LinkedIn Outreach Lines Template
Write personalized LinkedIn connection notes and InMail openers in bulk with Google Sheets AI. =GPT() formulas that stay under 300 characters. Free template.
Personalization at merge-field level (“Hi {first_name}!”) fools no one. This template writes an individual first line per prospect from their actual headline, company and recent activity — 500 rows at a time.
Layout
| Column | Content | Formula |
|---|---|---|
| A | First name | — |
| B | Headline / title | — |
| C | Company | — |
| D | Hook (recent post, news, shared ground) | — |
| E | Connection note | see below |
| F | Length check | =LEN(E2) |
The formulas
Connection note (LinkedIn caps these at 300 characters), in E2:
=GPT("Write a LinkedIn connection note. Max 280 characters. Casual, specific, no flattery, no pitch, one reference to the hook. Sign off without a name.", "Name: "&A2&". Role: "&B2&" at "&C2&". Hook: "&D2)
InMail opener — first two sentences only, the rest stays human:
=GPT("Write the first two sentences of an InMail. Reference the hook naturally, then bridge to why I'm reaching out about "&$H$1&". No 'I hope this finds you well'.", "Name: "&A2&". Role: "&B2&" at "&C2&". Hook: "&D2)
Put your one-line value proposition in H1 so you can rewrite the whole batch’s angle by editing a single cell.
Variations
- No hook available? Derive one:
=PERPLEXITY("One recent notable fact about "&C2&", one line")fills column D when all you have is the company. - Follow-up line — “Write a 1-sentence follow-up referencing my earlier note, no guilt-tripping” keeps sequences consistent with the opener.
- Tone control — append “Tone: peer-to-peer, slightly dry” or whatever matches your voice; test on 10 rows before running 500.
Get started
- Install GPT for Sheets from the Google Workspace Marketplace (free tier included, no API keys needed).

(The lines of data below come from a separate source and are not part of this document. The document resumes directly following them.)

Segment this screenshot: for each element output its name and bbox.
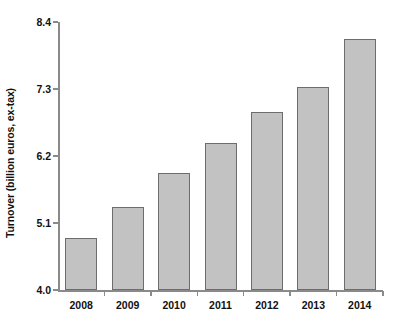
bar: [251, 112, 283, 290]
y-tick-label: 5.1: [3, 218, 51, 229]
y-tick-label: 6.2: [3, 151, 51, 162]
x-tick-label: 2014: [335, 300, 385, 311]
y-axis-line: [58, 22, 60, 291]
y-tick-mark: [53, 155, 58, 157]
x-tick-mark: [243, 291, 245, 296]
y-tick-mark: [53, 21, 58, 23]
x-tick-mark: [382, 291, 384, 296]
x-tick-label: 2012: [242, 300, 292, 311]
x-tick-mark: [150, 291, 152, 296]
y-axis-title: Turnover (billion euros, ex-tax): [0, 0, 20, 326]
y-tick-mark: [53, 289, 58, 291]
x-tick-mark: [336, 291, 338, 296]
x-tick-mark: [104, 291, 106, 296]
bar: [297, 87, 329, 290]
y-tick-label: 7.3: [3, 84, 51, 95]
y-tick-mark: [53, 222, 58, 224]
bar: [112, 207, 144, 290]
x-tick-mark: [197, 291, 199, 296]
x-tick-label: 2008: [56, 300, 106, 311]
y-tick-label: 4.0: [3, 285, 51, 296]
bar: [205, 143, 237, 290]
x-axis-line: [58, 290, 383, 292]
bar-chart: Turnover (billion euros, ex-tax) 4.05.16…: [0, 0, 403, 326]
x-tick-label: 2010: [149, 300, 199, 311]
x-tick-label: 2009: [103, 300, 153, 311]
x-tick-label: 2013: [288, 300, 338, 311]
x-tick-mark: [289, 291, 291, 296]
bar: [158, 173, 190, 290]
bar: [344, 39, 376, 290]
y-tick-label: 8.4: [3, 17, 51, 28]
x-tick-label: 2011: [196, 300, 246, 311]
bar: [65, 238, 97, 290]
y-tick-mark: [53, 88, 58, 90]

- Fill columns A–D from your prospect list and paste the formulas.
- Drag the formulas down your rows, then use Replace all GPT formulas with results in the sidebar.
Related guides: LinkedIn connection message tips, extract emails from LinkedIn.
FAQ
Does this scrape LinkedIn profiles for me?
No — you bring the profile data (name, headline, company, a recent post or bio line) from your own prospecting export. The template turns that data into personalized lines. Respect LinkedIn’s terms and applicable privacy laws for your data source.
Will 500 notes all sound the same?
Each row sends its own prospect data to the model, so every note is generated individually from that person’s details. The fastest way to kill sameness is feeding a specific hook per row — a post, a career move, a shared interest — not a fancier prompt.
How do I keep connection notes under LinkedIn’s limit?
Put the constraint in the prompt — “maximum 280 characters” — and verify with =LEN() in the next column. Regenerate the few that run over.